I have no idea whether Justices Ginsburg and Breyer had the flag-salute cases in mind when they called on the court last week to take account of the real-world impact of Citizens United. For all I know, Justice Kennedy, a wordsmith in his own right, regards his Citizens United opinion as the most ringing endorsement of free expression he has ever written. If so, then the Ginsburg and Breyer statement will have no greater effect than the thwarted effort by members of the Occupy movement to claim the Supreme Court’s plaza on the decision’s second anniversary last month.
As I said, a long shot, but an intriguing one. And no matter what the justices do next about Citizens United and the Montana Supreme Court, the conservative members of the court have their own do-over target. The court’s decision this week to hear a constitutional challenge to the affirmative-action admissions plan at the University of Texas raises the unmistakable prospect that diversity as a rationale for taking race into account in higher education will soon be history.
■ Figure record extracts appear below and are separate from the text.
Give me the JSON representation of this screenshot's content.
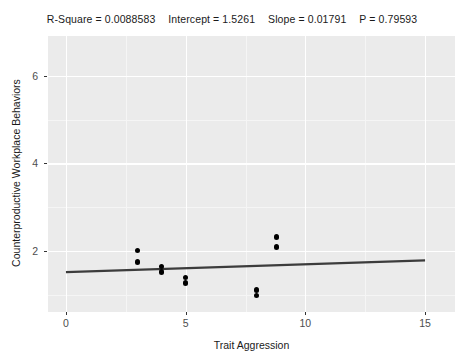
{
  "stats": {
    "r_square_label": "R-Square = 0.0088583",
    "intercept_label": "Intercept = 1.5261",
    "slope_label": "Slope = 0.01791",
    "p_label": "P = 0.79593"
  },
  "chart_data": {
    "type": "scatter",
    "xlabel": "Trait Aggression",
    "ylabel": "Counterproductive Workplace Behaviors",
    "xlim": [
      -0.75,
      16.25
    ],
    "ylim": [
      0.62,
      6.9
    ],
    "xticks": [
      0,
      5,
      10,
      15
    ],
    "yticks": [
      2,
      4,
      6
    ],
    "xtick_labels": [
      "0",
      "5",
      "10",
      "15"
    ],
    "ytick_labels": [
      "2",
      "4",
      "6"
    ],
    "grid": true,
    "legend": "none",
    "panel_background": "#ebebeb",
    "grid_color": "#ffffff",
    "point_color": "#000000",
    "line_color": "#3c3c3c",
    "points": [
      {
        "x": 3.0,
        "y": 2.02
      },
      {
        "x": 3.0,
        "y": 1.76
      },
      {
        "x": 4.0,
        "y": 1.66
      },
      {
        "x": 4.0,
        "y": 1.53
      },
      {
        "x": 5.0,
        "y": 1.4
      },
      {
        "x": 5.0,
        "y": 1.28
      },
      {
        "x": 7.95,
        "y": 1.12
      },
      {
        "x": 7.95,
        "y": 1.0
      },
      {
        "x": 8.8,
        "y": 2.33
      },
      {
        "x": 8.8,
        "y": 2.1
      }
    ],
    "fit_line": {
      "intercept": 1.5261,
      "slope": 0.01791,
      "x_start": 0,
      "x_end": 15,
      "y_start": 1.5261,
      "y_end": 1.7948
    },
    "r_square": 0.0088583,
    "p_value": 0.79593,
    "n": 10
  },
  "axis": {
    "x_title": "Trait Aggression",
    "y_title": "Counterproductive Workplace Behaviors"
  }
}
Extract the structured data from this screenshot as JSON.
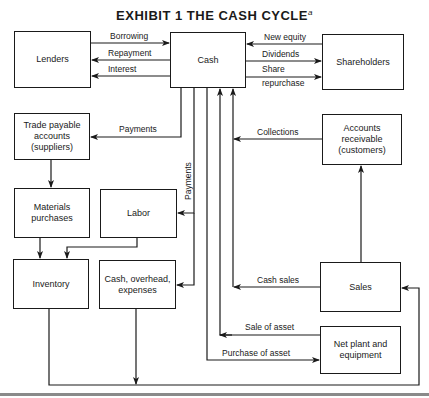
{
  "title": {
    "text": "EXHIBIT 1   THE CASH CYCLE",
    "footnote_marker": "a"
  },
  "nodes": {
    "lenders": "Lenders",
    "cash": "Cash",
    "shareholders": "Shareholders",
    "trade_payable": "Trade payable accounts (suppliers)",
    "materials": "Materials purchases",
    "labor": "Labor",
    "inventory": "Inventory",
    "overhead": "Cash, overhead, expenses",
    "receivable": "Accounts receivable (customers)",
    "sales": "Sales",
    "plant": "Net plant and equipment"
  },
  "flows": {
    "borrowing": "Borrowing",
    "repayment": "Repayment",
    "interest": "Interest",
    "new_equity": "New equity",
    "dividends": "Dividends",
    "share_repurchase_1": "Share",
    "share_repurchase_2": "repurchase",
    "payments_suppliers": "Payments",
    "payments_labor": "Payments",
    "collections": "Collections",
    "cash_sales": "Cash sales",
    "sale_of_asset": "Sale of asset",
    "purchase_of_asset": "Purchase of asset"
  },
  "edges": [
    {
      "from": "Lenders",
      "to": "Cash",
      "label": "Borrowing"
    },
    {
      "from": "Cash",
      "to": "Lenders",
      "label": "Repayment"
    },
    {
      "from": "Cash",
      "to": "Lenders",
      "label": "Interest"
    },
    {
      "from": "Shareholders",
      "to": "Cash",
      "label": "New equity"
    },
    {
      "from": "Cash",
      "to": "Shareholders",
      "label": "Dividends"
    },
    {
      "from": "Cash",
      "to": "Shareholders",
      "label": "Share repurchase"
    },
    {
      "from": "Cash",
      "to": "Trade payable accounts (suppliers)",
      "label": "Payments"
    },
    {
      "from": "Cash",
      "to": "Labor",
      "label": "Payments"
    },
    {
      "from": "Cash",
      "to": "Cash, overhead, expenses",
      "label": "Payments"
    },
    {
      "from": "Trade payable accounts (suppliers)",
      "to": "Materials purchases",
      "label": ""
    },
    {
      "from": "Materials purchases",
      "to": "Inventory",
      "label": ""
    },
    {
      "from": "Labor",
      "to": "Inventory",
      "label": ""
    },
    {
      "from": "Inventory",
      "to": "Sales",
      "label": ""
    },
    {
      "from": "Cash, overhead, expenses",
      "to": "Sales",
      "label": ""
    },
    {
      "from": "Sales",
      "to": "Accounts receivable (customers)",
      "label": ""
    },
    {
      "from": "Accounts receivable (customers)",
      "to": "Cash",
      "label": "Collections"
    },
    {
      "from": "Sales",
      "to": "Cash",
      "label": "Cash sales"
    },
    {
      "from": "Net plant and equipment",
      "to": "Cash",
      "label": "Sale of asset"
    },
    {
      "from": "Cash",
      "to": "Net plant and equipment",
      "label": "Purchase of asset"
    }
  ]
}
It’s nine years since the court, in Justice Sandra Day O’Connor’s majority opinion in Grutter v. Bollinger, upheld a race-conscious admissions plan at the University of Michigan Law School and declared that affirmative action had 25 more years to run. The crucial date, it turns out, proves to have arrived rather sooner: Jan. 31, 2006, when Justice O’Connor left the court and Justice Samuel A. Alito Jr. took her place. Since then, the Roberts court has bided its time, waiting for the right case. The do-over season has dawned.